As Amazon founder Jeff Bezos once supposedly said, “your margin is my opportunity”. It turns out that the big cloud providers are currently not that cheap. In fact, they often are surprisingly expensive. This does not mean that most people could save money by buying and operating their own hardware, but it does mean that places that pay attention to what they do can significantly undercut AWS/Google/Microsoft pricing.
This in turn means that a European communication cloud could be competitive on price.
Governments could be key to making this happen. Unlike companies, governments can and should think about more than getting “the best stuff for the lowest price”. Although procurement law does appear to force governments to do this too, it turns out European procurement law most certainly makes it possible to introduce specific requirements and criteria that allow non-incumbents to have a fair chance.

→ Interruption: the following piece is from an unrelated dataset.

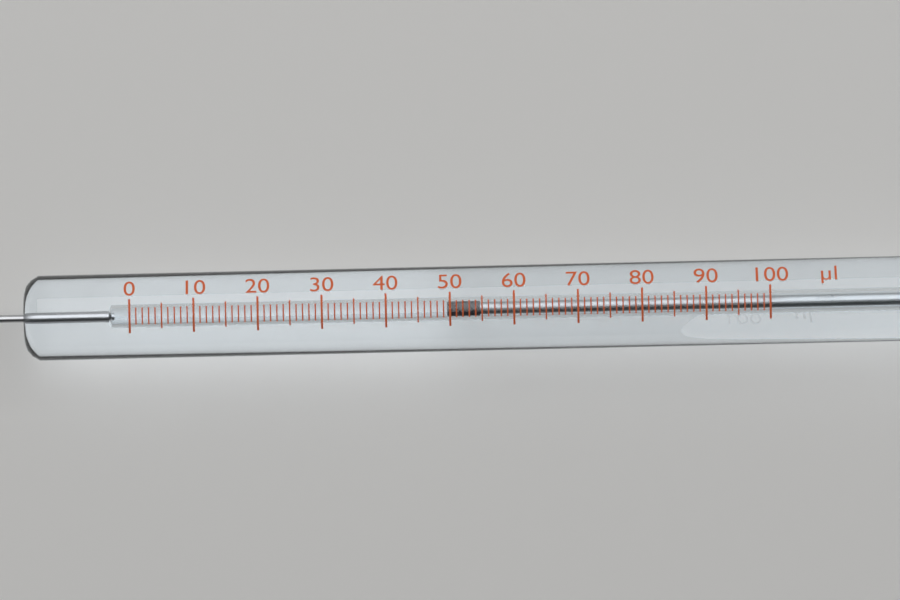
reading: 50 µl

For example, as part of a tender, a government could very reasonably require that the chosen vendor can not be forced by any non-EU government to provide access to your data. This automatically rules out everyone hosting on Google, Microsoft or Amazon or any Chinese owned cloud.
It would be great if we had outfits that offered and sold government compatible services that compare favorably with the communication offerings of Microsoft and Google, which are not widely loved but are deeply entrenched. Once established, such government compatible services might in turn be very attractive for (larger) European companies as well.
And who knows, this might grow into a real European cloud player.
Summarising
Europe currently has no credible cloud position. Having a cloud is not just a matter of buying a lot of hardware, the modern “IKEA clouds” come with a huge array of services, and this alone makes it hard to compete with them. Why do business with a younger less established Amazon that also does not offer everything you need?
In addition, the modern cloud providers are technically very advanced, so substantial work is required to catch up to even where these providers are today. And by the time you do, you are where they were in 2024.
The experience of Airbus and ASML shows that Europe most definitely can do difficult technical things, but also that it takes a long time to get there. The cloud moves faster than that.
The existing clouds however are not that cheap, and specific high need/high requirement communication services could most definitely be cloned in Europe. Governments could be the first buyers since they are driven by more than price alone. Procurement law also makes it possible for such new efforts to succeed.
And once such a government-ready communication cloud is established, it could perhaps grow into an actual European cloud industry.